Rejuvenating and extending life are the promises spearheaded by a biotech company with a technology called reprogramming. What is initially being tested in mice feeds the hope that older people could one day turn back their biological clocks with an injection and literally become younger.

Rejuvenate Bio is the name of the biotech start-up from San Diego that is currently making headlines with the news. The company’s research was released last week in a Preprint paper on the BioRxiv website released. It has not yet been checked by external experts.

The so-called reprogramming technique, which transforms cells into a younger state, has garnered hundreds of millions of investments in recent years as a potential elixir of rejuvenation. Scientists had previously proven that the technology works with individual cells in the laboratory. The next step is to show whether the rejuvenation effect also works in living animals. Rejuvenate now wants to have overcome this hurdle.

Noah Davidsohn, Rejuvenate’s scientific director, says the company used gene therapy to introduce three powerful reprogramming genes into the bodies of elderly mice, roughly the same age as a 77-year-old human. After treatment, their remaining lifespan doubled: the treated mice lived an additional 18 weeks on average, while the control mice died after nine weeks. Overall, the treated mice lived about seven percent longer.

Although the increase in lifespan has been modest, the company says the research is evidence of age reversal in an animal. “This is a powerful technique, and here’s proof that it works,” says Davidsohn. And it could potentially be used in an aging population.

Researchers unaffiliated with the company, while calling the study a potential milestone, warn that full-body rejuvenation using gene therapy remains a poorly understood concept with major risks: “It’s a nice intellectual exercise, but I would shy away from doing anything remotely similar to a human being,” says Vittorio Sebastiano, a professor at Stanford University. One risk is that the powerful programming process can cause cancer – as has already been observed in mice.

In the laboratory, reprogramming works by exposing individual cells to a series of three or four proteins that are typically active in early-stage embryos. After several days of treatment, even old cells transform into young stem cells. Japanese biologist Shinya Yamanaka shared the 2012 Nobel Prize in Medicine with British scientist John Gurdon for discovering the reprogramming recipe.

“Everyone in the research community knows that the killer experiment is treating normal mice and seeing if lifespan increases or overall health improves,” says Martin Borch Jensen, founder of Impetus Grants, an organization which provides financial means for aging research.

As several years passed after Yamanaka’s discovery with no such experiment, doubts grew as to whether rejuvenating cells in living animals would work. Hopes that science could create super-durable mice began to fade.

However, last year the first study was published by a team working with mice that were genetically engineered from birth to produce Yamanaka’s special factors in their bodies. While this team at the National Institute of Health and Medical Research found a trend towards longer lifespans, the report was considered preliminary.

In the case of the Rejuvenate research, the treatment was now delivered using gene therapy. Viruses are used that have been specially developed to introduce genes into cells. Davidsohn says this is very similar to the actual medical treatments people might one day receive.

Mice live only a few months in the wild, but can live two to three years in the laboratory. The mice in the latest experiment were already 124 weeks old when they received the drug – that is, close to the end of their lives. According to Davidsohn, the treated mice not only survived significantly longer, but they also performed better on measures of general health.

The fact that the life expectancy of mice can be medically extended in a targeted manner is not unprecedented. A US government program that tests drugs for their effects on longevity has shown in the past that various compounds, including the drug rapamycin, could extend the life of mice by 5 to 15 percent.

However, in this case, the mice would have to take these drugs for much of their lives, while reprogramming would have short-term effects. “It’s as if you could do nothing your whole life and still have a benefit,” says Davidsohn.

Rejuvenate is currently developing gene therapy drugs for pet dogs and humans, including one to treat heart failure. But Davidsohn says that over the long term he believes it will be possible to rejuvenate people. “I wouldn’t work on it if I didn’t believe in it,” he says.

Much more information is needed to find out exactly what changes – positive and negative – the reprogramming genes cause in the mice. “I’d love to see another research group do something similar and take a closer look at what’s actually happening,” says Borch Jensen.

Stem cell researcher Vittorio Sebastiano says the life-prolonging effect reported by Rejuvenate may be due to changes in a single organ or group of cells, rather than an overall rejuvenating effect in mice. Among other shortcomings in the research, Rejuvenate did not carefully document which and how many cells were altered by the genetic treatment. So there are still questions and some doubts about the research of the start-up.

Meanwhile, several companies are moving forward with plans for reprogramming drugs. However, many concentrate on recognized diseases or limit their efforts to the rejuvenation of certain organs. For example, Turn Bio, a company co-founded by Sebastiano, hopes to inject reprogramming factors into people’s skin to fight wrinkles or restart hair growth. Another company, Life Biosciences, is preparing to test whether reprogramming cells in the eye can treat blindness.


*EXERCISE AIM:* Search the entries below for "ffffff" and copy each matching line.

*MATERIAL PROVIDED:*
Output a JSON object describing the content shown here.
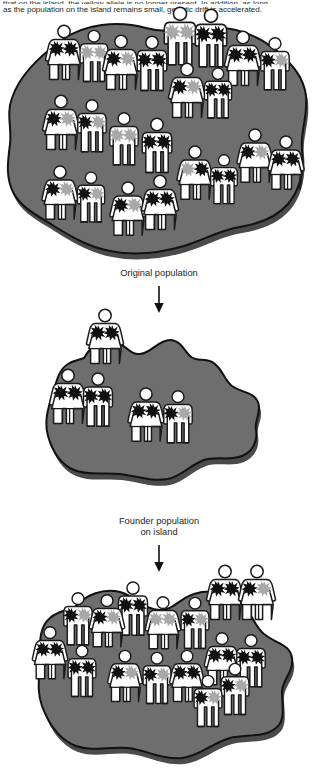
{
  "caption": {
    "line1": "that on the island, the yellow allele is no longer present. In addition, as long",
    "line2": "as the population on the island remains small, genetic drift is accelerated."
  },
  "labels": {
    "original": "Original population",
    "founder_line1": "Founder population",
    "founder_line2": "on island"
  },
  "legend_semantics": {
    "island_fill": "#6e6e6e",
    "island_shadow": "#2b2b2b",
    "island_outline": "#111111",
    "figure_fill": "#ffffff",
    "figure_outline": "#1a1a1a",
    "allele_dark": "#111111",
    "allele_light": "#a8a8a8",
    "background": "#ffffff",
    "text": "#231f20",
    "arrow": "#111111"
  },
  "panels": [
    {
      "id": "original-population",
      "name": "Original population",
      "island_shape": "large irregular blob spanning full width",
      "population_count": 24,
      "people": [
        {
          "id": 1,
          "sex": "female",
          "x": 64,
          "y": 42,
          "s": 1.0,
          "alleles": [
            "dark",
            "dark"
          ]
        },
        {
          "id": 2,
          "sex": "male",
          "x": 94,
          "y": 45,
          "s": 0.94,
          "alleles": [
            "light",
            "light"
          ]
        },
        {
          "id": 3,
          "sex": "female",
          "x": 121,
          "y": 52,
          "s": 1.0,
          "alleles": [
            "dark",
            "light"
          ]
        },
        {
          "id": 4,
          "sex": "male",
          "x": 152,
          "y": 53,
          "s": 1.0,
          "alleles": [
            "dark",
            "dark"
          ]
        },
        {
          "id": 5,
          "sex": "male",
          "x": 180,
          "y": 26,
          "s": 1.06,
          "alleles": [
            "light",
            "light"
          ]
        },
        {
          "id": 6,
          "sex": "male",
          "x": 211,
          "y": 28,
          "s": 1.06,
          "alleles": [
            "dark",
            "dark"
          ]
        },
        {
          "id": 7,
          "sex": "female",
          "x": 243,
          "y": 48,
          "s": 1.0,
          "alleles": [
            "dark",
            "dark"
          ]
        },
        {
          "id": 8,
          "sex": "male",
          "x": 275,
          "y": 53,
          "s": 0.96,
          "alleles": [
            "dark",
            "light"
          ]
        },
        {
          "id": 9,
          "sex": "female",
          "x": 187,
          "y": 80,
          "s": 1.0,
          "alleles": [
            "dark",
            "light"
          ]
        },
        {
          "id": 10,
          "sex": "male",
          "x": 218,
          "y": 82,
          "s": 0.92,
          "alleles": [
            "dark",
            "dark"
          ]
        },
        {
          "id": 11,
          "sex": "female",
          "x": 61,
          "y": 112,
          "s": 1.0,
          "alleles": [
            "dark",
            "light"
          ]
        },
        {
          "id": 12,
          "sex": "male",
          "x": 92,
          "y": 115,
          "s": 0.96,
          "alleles": [
            "dark",
            "light"
          ]
        },
        {
          "id": 13,
          "sex": "male",
          "x": 124,
          "y": 128,
          "s": 0.96,
          "alleles": [
            "light",
            "light"
          ]
        },
        {
          "id": 14,
          "sex": "male",
          "x": 157,
          "y": 135,
          "s": 1.0,
          "alleles": [
            "dark",
            "dark"
          ]
        },
        {
          "id": 15,
          "sex": "female",
          "x": 255,
          "y": 145,
          "s": 0.98,
          "alleles": [
            "dark",
            "light"
          ]
        },
        {
          "id": 16,
          "sex": "female",
          "x": 286,
          "y": 152,
          "s": 0.98,
          "alleles": [
            "dark",
            "dark"
          ]
        },
        {
          "id": 17,
          "sex": "female",
          "x": 195,
          "y": 162,
          "s": 0.98,
          "alleles": [
            "light",
            "dark"
          ]
        },
        {
          "id": 18,
          "sex": "male",
          "x": 224,
          "y": 168,
          "s": 0.9,
          "alleles": [
            "dark",
            "dark"
          ]
        },
        {
          "id": 19,
          "sex": "female",
          "x": 60,
          "y": 182,
          "s": 0.98,
          "alleles": [
            "dark",
            "light"
          ]
        },
        {
          "id": 20,
          "sex": "male",
          "x": 91,
          "y": 186,
          "s": 0.92,
          "alleles": [
            "dark",
            "light"
          ]
        },
        {
          "id": 21,
          "sex": "female",
          "x": 128,
          "y": 198,
          "s": 0.98,
          "alleles": [
            "dark",
            "light"
          ]
        },
        {
          "id": 22,
          "sex": "female",
          "x": 160,
          "y": 192,
          "s": 1.0,
          "alleles": [
            "dark",
            "dark"
          ]
        }
      ]
    },
    {
      "id": "founder-population",
      "name": "Founder population on island",
      "island_shape": "smaller lobed blob, centre of frame",
      "population_count": 5,
      "people": [
        {
          "id": 1,
          "sex": "female",
          "x": 105,
          "y": 22,
          "s": 1.0,
          "alleles": [
            "dark",
            "dark"
          ]
        },
        {
          "id": 2,
          "sex": "female",
          "x": 68,
          "y": 82,
          "s": 1.0,
          "alleles": [
            "dark",
            "dark"
          ]
        },
        {
          "id": 3,
          "sex": "male",
          "x": 98,
          "y": 85,
          "s": 0.98,
          "alleles": [
            "dark",
            "dark"
          ]
        },
        {
          "id": 4,
          "sex": "female",
          "x": 146,
          "y": 100,
          "s": 0.98,
          "alleles": [
            "dark",
            "dark"
          ]
        },
        {
          "id": 5,
          "sex": "male",
          "x": 178,
          "y": 102,
          "s": 0.96,
          "alleles": [
            "dark",
            "light"
          ]
        }
      ]
    },
    {
      "id": "expanded-island-population",
      "name": "Expanded island population",
      "island_shape": "wide lobed blob spanning most of frame",
      "population_count": 20,
      "people": [
        {
          "id": 1,
          "sex": "female",
          "x": 225,
          "y": 22,
          "s": 1.0,
          "alleles": [
            "dark",
            "dark"
          ]
        },
        {
          "id": 2,
          "sex": "female",
          "x": 257,
          "y": 22,
          "s": 1.0,
          "alleles": [
            "dark",
            "light"
          ]
        },
        {
          "id": 3,
          "sex": "male",
          "x": 133,
          "y": 38,
          "s": 0.98,
          "alleles": [
            "dark",
            "dark"
          ]
        },
        {
          "id": 4,
          "sex": "male",
          "x": 78,
          "y": 48,
          "s": 0.96,
          "alleles": [
            "dark",
            "light"
          ]
        },
        {
          "id": 5,
          "sex": "female",
          "x": 107,
          "y": 50,
          "s": 0.96,
          "alleles": [
            "dark",
            "light"
          ]
        },
        {
          "id": 6,
          "sex": "female",
          "x": 163,
          "y": 52,
          "s": 0.96,
          "alleles": [
            "light",
            "light"
          ]
        },
        {
          "id": 7,
          "sex": "male",
          "x": 195,
          "y": 52,
          "s": 0.94,
          "alleles": [
            "dark",
            "light"
          ]
        },
        {
          "id": 8,
          "sex": "female",
          "x": 50,
          "y": 82,
          "s": 0.96,
          "alleles": [
            "dark",
            "dark"
          ]
        },
        {
          "id": 9,
          "sex": "female",
          "x": 222,
          "y": 88,
          "s": 0.96,
          "alleles": [
            "dark",
            "dark"
          ]
        },
        {
          "id": 10,
          "sex": "male",
          "x": 251,
          "y": 90,
          "s": 0.96,
          "alleles": [
            "dark",
            "dark"
          ]
        },
        {
          "id": 11,
          "sex": "male",
          "x": 82,
          "y": 100,
          "s": 0.94,
          "alleles": [
            "dark",
            "dark"
          ]
        },
        {
          "id": 12,
          "sex": "female",
          "x": 125,
          "y": 105,
          "s": 0.94,
          "alleles": [
            "dark",
            "light"
          ]
        },
        {
          "id": 13,
          "sex": "male",
          "x": 157,
          "y": 107,
          "s": 0.94,
          "alleles": [
            "dark",
            "light"
          ]
        },
        {
          "id": 14,
          "sex": "female",
          "x": 187,
          "y": 105,
          "s": 0.94,
          "alleles": [
            "dark",
            "dark"
          ]
        },
        {
          "id": 15,
          "sex": "male",
          "x": 235,
          "y": 118,
          "s": 0.94,
          "alleles": [
            "dark",
            "light"
          ]
        },
        {
          "id": 16,
          "sex": "male",
          "x": 208,
          "y": 130,
          "s": 0.94,
          "alleles": [
            "dark",
            "light"
          ]
        }
      ]
    }
  ]
}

*EXPECTED ANSWER:*
    "figure_fill": "#ffffff",
    "background": "#ffffff",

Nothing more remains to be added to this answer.